Mentorship in the Age of Instant-ity

Quite a few years ago, I had a conversation with a colleague about mentorship.  She mentioned that she didn’t mind being a mentor but found it exhausting and often not worth her time.  Then, I was younger, looking for guidance and surprised by her thoughts.  Now, I understand her meaning.  Let me explain.

I believe information should be free and that knowledge is power.  Currently, we are in the age of “instant-ity”; you can get most information you need pretty easily from the convenience of your cellphone, laptop or even television.  Thus it appears that information is, for the most part, free and that you can wield power over your own existence through the knowledge you’ve obtained via this information.  But this is where the problem lies, and ultimately the disconnect between generations lately.
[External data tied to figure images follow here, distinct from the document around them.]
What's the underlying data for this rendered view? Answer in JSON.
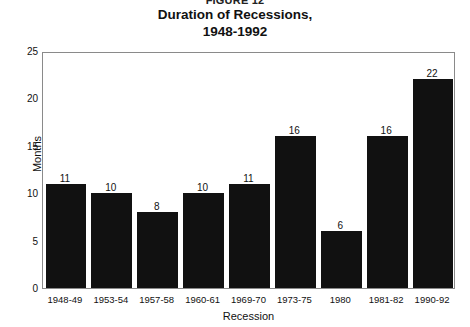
{
  "figure_number": "FIGURE 12",
  "title": {
    "line1": "Duration of Recessions,",
    "line2": "1948-1992"
  },
  "axes": {
    "ylabel": "Months",
    "xlabel": "Recession"
  },
  "chart_data": {
    "type": "bar",
    "title": "Duration of Recessions, 1948-1992",
    "xlabel": "Recession",
    "ylabel": "Months",
    "categories": [
      "1948-49",
      "1953-54",
      "1957-58",
      "1960-61",
      "1969-70",
      "1973-75",
      "1980",
      "1981-82",
      "1990-92"
    ],
    "values": [
      11,
      10,
      8,
      10,
      11,
      16,
      6,
      16,
      22
    ],
    "value_labels": [
      "11",
      "10",
      "8",
      "10",
      "11",
      "16",
      "6",
      "16",
      "22"
    ],
    "ylim": [
      0,
      25
    ],
    "yticks": [
      0,
      5,
      10,
      15,
      20,
      25
    ],
    "ytick_labels": [
      "0",
      "5",
      "10",
      "15",
      "20",
      "25"
    ],
    "grid": false,
    "legend": false,
    "bar_color": "#111111",
    "background_color": "#ffffff",
    "frame_color": "#8a8a8a"
  }
}
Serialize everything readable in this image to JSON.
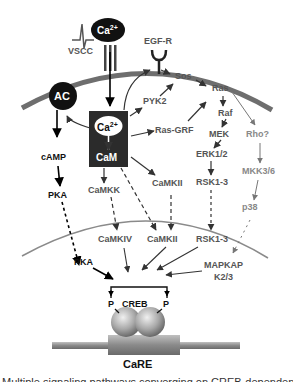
{
  "diagram": {
    "type": "signaling-pathway",
    "membrane_nodes": {
      "vscc": "VSCC",
      "ca_ext": "Ca",
      "ca_ext_sup": "2+",
      "egfr": "EGF-R",
      "ac": "AC"
    },
    "cytoplasm_nodes": {
      "ca_int": "Ca",
      "ca_int_sup": "2+",
      "cam": "CaM",
      "camp": "cAMP",
      "pka_cyto": "PKA",
      "pyk2": "PYK2",
      "sos": "Sos",
      "ras": "Ras",
      "ras_grf": "Ras-GRF",
      "raf": "Raf",
      "mek": "MEK",
      "erk": "ERK1/2",
      "rsk_cyto": "RSK1-3",
      "rho": "Rho?",
      "mkk": "MKK3/6",
      "p38": "p38",
      "camkk": "CaMKK",
      "camkii_cyto": "CaMKII"
    },
    "nuclear_nodes": {
      "pka_nuc": "PKA",
      "camkiv": "CaMKIV",
      "camkii_nuc": "CaMKII",
      "rsk_nuc": "RSK1-3",
      "mapkap_line1": "MAPKAP",
      "mapkap_line2": "K2/3",
      "p_left": "P",
      "creb": "CREB",
      "p_right": "P",
      "care": "CaRE"
    },
    "edges": [
      {
        "from": "Ca2+ (extracellular)",
        "to": "Ca2+/CaM",
        "style": "solid"
      },
      {
        "from": "Ca2+/CaM",
        "to": "AC",
        "style": "solid"
      },
      {
        "from": "AC",
        "to": "cAMP",
        "style": "solid"
      },
      {
        "from": "cAMP",
        "to": "PKA",
        "style": "solid"
      },
      {
        "from": "PKA",
        "to": "PKA (nuclear)",
        "style": "dashed"
      },
      {
        "from": "Ca2+/CaM",
        "to": "EGF-R",
        "style": "solid"
      },
      {
        "from": "Ca2+/CaM",
        "to": "PYK2",
        "style": "solid"
      },
      {
        "from": "PYK2",
        "to": "Sos",
        "style": "solid"
      },
      {
        "from": "EGF-R",
        "to": "Sos",
        "style": "solid"
      },
      {
        "from": "Sos",
        "to": "Ras",
        "style": "solid"
      },
      {
        "from": "Ca2+/CaM",
        "to": "Ras-GRF",
        "style": "solid"
      },
      {
        "from": "Ras-GRF",
        "to": "Ras",
        "style": "solid"
      },
      {
        "from": "Ras",
        "to": "Raf",
        "style": "solid"
      },
      {
        "from": "Raf",
        "to": "MEK",
        "style": "solid"
      },
      {
        "from": "MEK",
        "to": "ERK1/2",
        "style": "solid"
      },
      {
        "from": "ERK1/2",
        "to": "RSK1-3",
        "style": "solid"
      },
      {
        "from": "RSK1-3",
        "to": "RSK1-3 (nuclear)",
        "style": "dashed"
      },
      {
        "from": "Ras",
        "to": "Rho?",
        "style": "solid"
      },
      {
        "from": "Rho?",
        "to": "MKK3/6",
        "style": "solid"
      },
      {
        "from": "MKK3/6",
        "to": "p38",
        "style": "solid"
      },
      {
        "from": "p38",
        "to": "MAPKAP K2/3",
        "style": "dashed"
      },
      {
        "from": "Ca2+/CaM",
        "to": "CaMKK",
        "style": "solid"
      },
      {
        "from": "Ca2+/CaM",
        "to": "CaMKII",
        "style": "solid"
      },
      {
        "from": "Ca2+/CaM",
        "to": "CaMKII (nuclear)",
        "style": "dashed"
      },
      {
        "from": "CaMKK",
        "to": "CaMKIV",
        "style": "dashed"
      },
      {
        "from": "CaMKII",
        "to": "CaMKII (nuclear)",
        "style": "dashed"
      },
      {
        "from": "PKA (nuclear)",
        "to": "CREB",
        "style": "solid"
      },
      {
        "from": "CaMKIV",
        "to": "CREB",
        "style": "solid"
      },
      {
        "from": "CaMKII (nuclear)",
        "to": "CREB",
        "style": "solid"
      },
      {
        "from": "RSK1-3 (nuclear)",
        "to": "CREB",
        "style": "solid"
      },
      {
        "from": "MAPKAP K2/3",
        "to": "CREB",
        "style": "solid"
      }
    ]
  },
  "caption": {
    "text": "Multiple signaling pathways converging on CREB-dependent"
  },
  "colors": {
    "membrane": "#6e6e6e",
    "nucleus": "#8a8a8a",
    "black_node": "#111111",
    "dark_text": "#555555",
    "light_text": "#8a8a8a",
    "camk_box": "#2b2b2b"
  }
}
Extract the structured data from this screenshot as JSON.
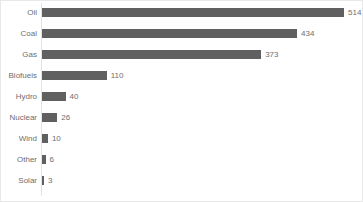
{
  "chart_data": {
    "type": "bar",
    "orientation": "horizontal",
    "title": "",
    "subtitle": "",
    "xlabel": "",
    "ylabel": "",
    "categories": [
      "Oil",
      "Coal",
      "Gas",
      "Biofuels",
      "Hydro",
      "Nuclear",
      "Wind",
      "Other",
      "Solar"
    ],
    "values": [
      514,
      434,
      373,
      110,
      40,
      26,
      10,
      6,
      3
    ],
    "value_labels": [
      "514",
      "434",
      "373",
      "110",
      "40",
      "26",
      "10",
      "6",
      "3"
    ],
    "xlim": [
      0,
      514
    ],
    "grid": false,
    "legend": false,
    "bar_color": "#606060",
    "text_color": "#6e6e6e",
    "axis_color": "#e3e3e3",
    "background": "#ffffff",
    "border_color": "#e8e8e8"
  }
}
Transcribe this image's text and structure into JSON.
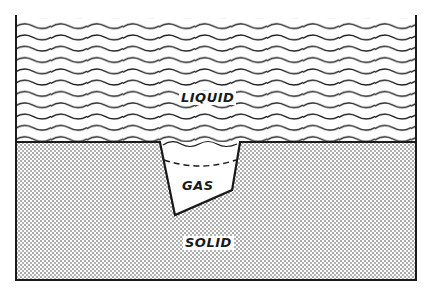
{
  "diagram": {
    "labels": {
      "liquid": "LIQUID",
      "gas": "GAS",
      "solid": "SOLID"
    },
    "regions": [
      "liquid",
      "solid",
      "gas-pocket"
    ],
    "colors": {
      "ink": "#1a1a1a",
      "background": "#ffffff",
      "stipple": "#2a2a2a"
    }
  }
}
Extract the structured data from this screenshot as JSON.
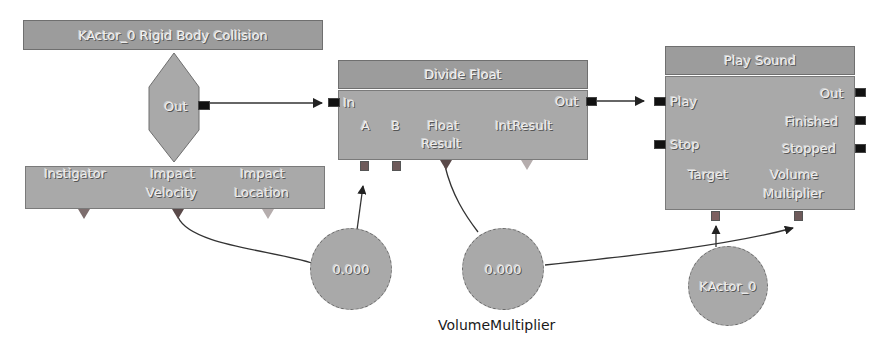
{
  "event_node": {
    "title": "KActor_0 Rigid Body Collision",
    "output": "Out",
    "variables": [
      "Instigator",
      "Impact\nVelocity",
      "Impact\nLocation"
    ],
    "variable_lines": [
      [
        "Instigator"
      ],
      [
        "Impact",
        "Velocity"
      ],
      [
        "Impact",
        "Location"
      ]
    ]
  },
  "divide_node": {
    "title": "Divide Float",
    "input": "In",
    "output": "Out",
    "vars": {
      "a": "A",
      "b": "B",
      "float_result_1": "Float",
      "float_result_2": "Result",
      "int_result": "IntResult"
    }
  },
  "play_node": {
    "title": "Play Sound",
    "inputs": {
      "play": "Play",
      "stop": "Stop"
    },
    "outputs": {
      "out": "Out",
      "finished": "Finished",
      "stopped": "Stopped"
    },
    "vars": {
      "target": "Target",
      "volume_1": "Volume",
      "volume_2": "Multiplier"
    }
  },
  "variables": {
    "float_var_1": {
      "value": "0.000"
    },
    "float_var_2": {
      "value": "0.000",
      "name": "VolumeMultiplier"
    },
    "object_var": {
      "value": "KActor_0"
    }
  },
  "colors": {
    "node_fill": "#a9a9a9",
    "title_fill": "#9c9c9c",
    "port_black": "#111111",
    "var_port": "#6e5a5a",
    "wire": "#333333",
    "background": "#ffffff"
  }
}
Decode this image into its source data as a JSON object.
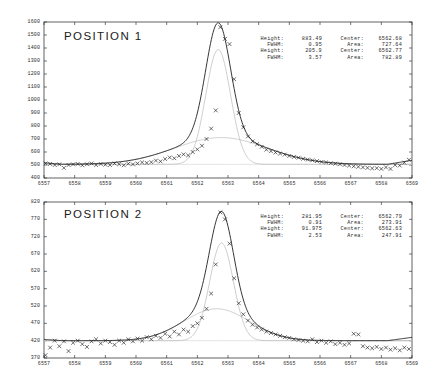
{
  "figure": {
    "background": "#ffffff",
    "ink": "#1f1f1f",
    "fit_color": "#1a1a1a",
    "component_color": "#b9b9b9",
    "baseline_color": "#cfcfcf",
    "marker_symbol": "x"
  },
  "panels": [
    {
      "id": "position-1",
      "title": "POSITION 1",
      "stats_left": [
        {
          "key": "Height:",
          "value": "883.49"
        },
        {
          "key": "FWHM:",
          "value": "0.95"
        },
        {
          "key": "Height:",
          "value": "205.9"
        },
        {
          "key": "FWHM:",
          "value": "3.57"
        }
      ],
      "stats_right": [
        {
          "key": "Center:",
          "value": "6562.68"
        },
        {
          "key": "Area:",
          "value": "727.64"
        },
        {
          "key": "Center:",
          "value": "6562.77"
        },
        {
          "key": "Area:",
          "value": "782.89"
        }
      ],
      "y_ticks": [
        1600,
        1500,
        1400,
        1300,
        1200,
        1100,
        1000,
        900,
        800,
        700,
        600,
        500,
        400
      ],
      "x_ticks": [
        6557,
        6558,
        6559,
        6560,
        6561,
        6562,
        6563,
        6564,
        6565,
        6566,
        6567,
        6568,
        6569
      ]
    },
    {
      "id": "position-2",
      "title": "POSITION 2",
      "stats_left": [
        {
          "key": "Height:",
          "value": "281.95"
        },
        {
          "key": "FWHM:",
          "value": "0.91"
        },
        {
          "key": "Height:",
          "value": "91.975"
        },
        {
          "key": "FWHM:",
          "value": "2.53"
        }
      ],
      "stats_right": [
        {
          "key": "Center:",
          "value": "6562.79"
        },
        {
          "key": "Area:",
          "value": "273.91"
        },
        {
          "key": "Center:",
          "value": "6562.63"
        },
        {
          "key": "Area:",
          "value": "247.91"
        }
      ],
      "y_ticks": [
        820,
        770,
        720,
        670,
        620,
        570,
        520,
        470,
        420,
        370
      ],
      "x_ticks": [
        6557,
        6558,
        6559,
        6560,
        6561,
        6562,
        6563,
        6564,
        6565,
        6566,
        6567,
        6568,
        6569
      ]
    }
  ],
  "chart_data": [
    {
      "type": "scatter",
      "title": "POSITION 1",
      "xlabel": "",
      "ylabel": "",
      "xlim": [
        6557,
        6569
      ],
      "ylim": [
        400,
        1600
      ],
      "grid": false,
      "legend_position": "none",
      "annotations": [
        "Height: 883.49",
        "FWHM: 0.95",
        "Height: 205.9",
        "FWHM: 3.57",
        "Center: 6562.68",
        "Area: 727.64",
        "Center: 6562.77",
        "Area: 782.89"
      ],
      "model": {
        "baseline": 505,
        "narrow": {
          "height": 883.49,
          "center": 6562.68,
          "fwhm": 0.95,
          "area": 727.64
        },
        "broad": {
          "height": 205.9,
          "center": 6562.77,
          "fwhm": 3.57,
          "area": 782.89
        },
        "continuum_slope": 6.5
      },
      "series": [
        {
          "name": "observed",
          "x": [
            6557.05,
            6557.2,
            6557.35,
            6557.5,
            6557.65,
            6557.8,
            6557.95,
            6558.1,
            6558.25,
            6558.4,
            6558.55,
            6558.7,
            6558.85,
            6559.0,
            6559.15,
            6559.3,
            6559.45,
            6559.6,
            6559.75,
            6559.9,
            6560.05,
            6560.2,
            6560.35,
            6560.5,
            6560.65,
            6560.8,
            6560.95,
            6561.1,
            6561.25,
            6561.4,
            6561.55,
            6561.7,
            6561.85,
            6562.0,
            6562.15,
            6562.3,
            6562.45,
            6562.6,
            6562.75,
            6562.9,
            6563.05,
            6563.2,
            6563.35,
            6563.5,
            6563.65,
            6563.8,
            6563.95,
            6564.1,
            6564.25,
            6564.4,
            6564.55,
            6564.7,
            6564.85,
            6565.0,
            6565.15,
            6565.3,
            6565.45,
            6565.6,
            6565.75,
            6565.9,
            6566.05,
            6566.2,
            6566.35,
            6566.5,
            6566.65,
            6566.8,
            6566.95,
            6567.1,
            6567.25,
            6567.4,
            6567.55,
            6567.7,
            6567.85,
            6568.0,
            6568.15,
            6568.3,
            6568.45,
            6568.6,
            6568.75,
            6568.9
          ],
          "y": [
            512,
            508,
            500,
            505,
            478,
            500,
            505,
            508,
            498,
            506,
            512,
            500,
            508,
            502,
            500,
            512,
            506,
            498,
            510,
            505,
            512,
            520,
            516,
            522,
            534,
            528,
            546,
            558,
            552,
            570,
            582,
            574,
            600,
            620,
            648,
            700,
            780,
            920,
            1560,
            1470,
            1430,
            1160,
            900,
            790,
            720,
            682,
            660,
            640,
            618,
            606,
            596,
            588,
            580,
            570,
            562,
            556,
            548,
            542,
            536,
            530,
            524,
            520,
            514,
            510,
            506,
            500,
            496,
            490,
            486,
            482,
            478,
            474,
            476,
            470,
            482,
            470,
            500,
            496,
            518,
            540
          ]
        }
      ]
    },
    {
      "type": "scatter",
      "title": "POSITION 2",
      "xlabel": "",
      "ylabel": "",
      "xlim": [
        6557,
        6569
      ],
      "ylim": [
        370,
        820
      ],
      "grid": false,
      "legend_position": "none",
      "annotations": [
        "Height: 281.95",
        "FWHM: 0.91",
        "Height: 91.975",
        "FWHM: 2.53",
        "Center: 6562.79",
        "Area: 273.91",
        "Center: 6562.63",
        "Area: 247.91"
      ],
      "model": {
        "baseline": 420,
        "narrow": {
          "height": 281.95,
          "center": 6562.79,
          "fwhm": 0.91,
          "area": 273.91
        },
        "broad": {
          "height": 91.975,
          "center": 6562.63,
          "fwhm": 2.53,
          "area": 247.91
        },
        "continuum_slope": 2.0
      },
      "series": [
        {
          "name": "observed",
          "x": [
            6557.05,
            6557.2,
            6557.35,
            6557.5,
            6557.65,
            6557.8,
            6557.95,
            6558.1,
            6558.25,
            6558.4,
            6558.55,
            6558.7,
            6558.85,
            6559.0,
            6559.15,
            6559.3,
            6559.45,
            6559.6,
            6559.75,
            6559.9,
            6560.05,
            6560.2,
            6560.35,
            6560.5,
            6560.65,
            6560.8,
            6560.95,
            6561.1,
            6561.25,
            6561.4,
            6561.55,
            6561.7,
            6561.85,
            6562.0,
            6562.15,
            6562.3,
            6562.45,
            6562.6,
            6562.75,
            6562.9,
            6563.05,
            6563.2,
            6563.35,
            6563.5,
            6563.65,
            6563.8,
            6563.95,
            6564.1,
            6564.25,
            6564.4,
            6564.55,
            6564.7,
            6564.85,
            6565.0,
            6565.15,
            6565.3,
            6565.45,
            6565.6,
            6565.75,
            6565.9,
            6566.05,
            6566.2,
            6566.35,
            6566.5,
            6566.65,
            6566.8,
            6566.95,
            6567.1,
            6567.25,
            6567.4,
            6567.55,
            6567.7,
            6567.85,
            6568.0,
            6568.15,
            6568.3,
            6568.45,
            6568.6,
            6568.75,
            6568.9
          ],
          "y": [
            378,
            400,
            420,
            404,
            418,
            390,
            414,
            420,
            410,
            402,
            418,
            424,
            412,
            420,
            416,
            408,
            420,
            414,
            424,
            418,
            426,
            420,
            430,
            424,
            434,
            428,
            440,
            432,
            446,
            438,
            452,
            446,
            462,
            470,
            486,
            512,
            556,
            640,
            790,
            770,
            700,
            600,
            528,
            496,
            478,
            466,
            458,
            452,
            446,
            442,
            438,
            434,
            430,
            428,
            424,
            422,
            420,
            418,
            424,
            416,
            420,
            414,
            418,
            410,
            414,
            408,
            412,
            440,
            438,
            404,
            400,
            398,
            402,
            396,
            400,
            394,
            398,
            392,
            400,
            396
          ]
        }
      ]
    }
  ]
}
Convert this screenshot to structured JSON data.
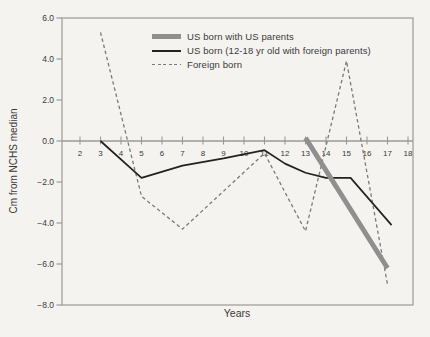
{
  "colors": {
    "background": "#f4f3f0",
    "axis": "#9a9a9a",
    "text": "#3a3a3a"
  },
  "chart_data": {
    "type": "line",
    "title": "",
    "xlabel": "Years",
    "ylabel": "Cm from NCHS median",
    "xlim": [
      2,
      18
    ],
    "ylim": [
      -8,
      6
    ],
    "grid": false,
    "legend_position": "top-center",
    "xticks": [
      2,
      3,
      4,
      5,
      6,
      7,
      8,
      9,
      10,
      11,
      12,
      13,
      14,
      15,
      16,
      17,
      18
    ],
    "yticks": [
      6,
      4,
      2,
      0,
      -2,
      -4,
      -6,
      -8
    ],
    "ytick_labels": [
      "6.0",
      "4.0",
      "2.0",
      "0.0",
      "−2.0",
      "−4.0",
      "−6.0",
      "−8.0"
    ],
    "series": [
      {
        "name": "US born with US parents",
        "line_style": "thick-solid",
        "color": "#8f8f8f",
        "stroke_width": 4.8,
        "dash": "",
        "points": [
          [
            13,
            0.15
          ],
          [
            17,
            -6.2
          ]
        ]
      },
      {
        "name": "US born (12-18 yr old with foreign parents)",
        "line_style": "solid",
        "color": "#222222",
        "stroke_width": 1.7,
        "dash": "",
        "points": [
          [
            3,
            0
          ],
          [
            5,
            -1.8
          ],
          [
            7,
            -1.2
          ],
          [
            9,
            -0.85
          ],
          [
            11,
            -0.45
          ],
          [
            12,
            -1.1
          ],
          [
            13,
            -1.55
          ],
          [
            14,
            -1.8
          ],
          [
            15.2,
            -1.8
          ],
          [
            17.2,
            -4.1
          ]
        ]
      },
      {
        "name": "Foreign born",
        "line_style": "dashed",
        "color": "#7a7a7a",
        "stroke_width": 1.3,
        "dash": "3.5 2.8",
        "points": [
          [
            3,
            5.3
          ],
          [
            5,
            -2.7
          ],
          [
            7,
            -4.3
          ],
          [
            9,
            -2.45
          ],
          [
            11,
            -0.6
          ],
          [
            13,
            -4.4
          ],
          [
            15,
            3.9
          ],
          [
            17,
            -7.0
          ]
        ]
      }
    ]
  }
}
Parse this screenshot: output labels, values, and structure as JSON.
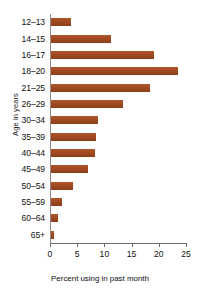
{
  "chart_data": {
    "type": "bar",
    "orientation": "horizontal",
    "title": "",
    "xlabel": "Percent using in past month",
    "ylabel": "Age in years",
    "categories": [
      "12–13",
      "14–15",
      "16–17",
      "18–20",
      "21–25",
      "26–29",
      "30–34",
      "35–39",
      "40–44",
      "45–49",
      "50–54",
      "55–59",
      "60–64",
      "65+"
    ],
    "values": [
      3.7,
      11.0,
      19.0,
      23.3,
      18.2,
      13.3,
      8.7,
      8.3,
      8.0,
      6.8,
      4.0,
      2.0,
      1.2,
      0.6
    ],
    "xlim": [
      0,
      25
    ],
    "xticks": [
      0,
      5,
      10,
      15,
      20,
      25
    ],
    "xticklabels": [
      "0",
      "5",
      "10",
      "15",
      "20",
      "25"
    ],
    "grid": false,
    "legend": false,
    "bar_color": "#a04a1f",
    "axis_color": "#6e6e6e"
  }
}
There is a lot of information sharing, but very little knowledge gathering.  Or, to put it in simpler terms, there are lots of clear highways but people are still not getting to their desired destination.  To put it into even more context, think about this: we have numerous ways to contact people (email, text, Facebook, Twitter, whatever) and yet we still have problems connecting.  It’s not the medium, it’s the message.  The information is out there, and it always has been, but folks are not reading the message.

Because it is so easy to get the information, there is a perception that then the next step is just as simple.  The truth is, it isn’t.  So when my colleague said that mentorship was a waste of her time, it wasn’t that she did not want to be helpful.  She wanted to be helpful, but to people who wanted to be helped.  She wanted to assist someone who had done her due diligence and research.  Not someone who felt entitled to her assistance.  Someone who believed that emailing a stranger to ask them an in-depth question (instead of first looking it up and exhausting all other resources) was enough.

Interestingly enough, when I was younger, I didn’t really understand this.  In truth, I think it is because I didn’t really have much to offer and so no one ever approached me in that manner.  (And perhaps partly because of the work ethic instilled in me by my upbringing, but that’s a story for another day.)  Quite a few years later, this exact scenario has played out in front of me.  I’ve been asked questions that have enraged me, mostly because I spent X number of hours looking up the possible solutions and even then, my solutions are just that: possible solutions.

Lord knows I don’t have all the answers.  Nobody has all the answers.  If you try to Google something really obscure, you’ll find that even Google doesn’t have all the answers.  But you need to get to that point in order to really obtain some knowledge.  And honestly, you’ll gain a great sense of pride, along with many, many peers (many of whom may eventually become your mentors) when you fully understand that there is no easy answer.  Unfortunately, there are no substitutes for smarts and a bit of elbow grease.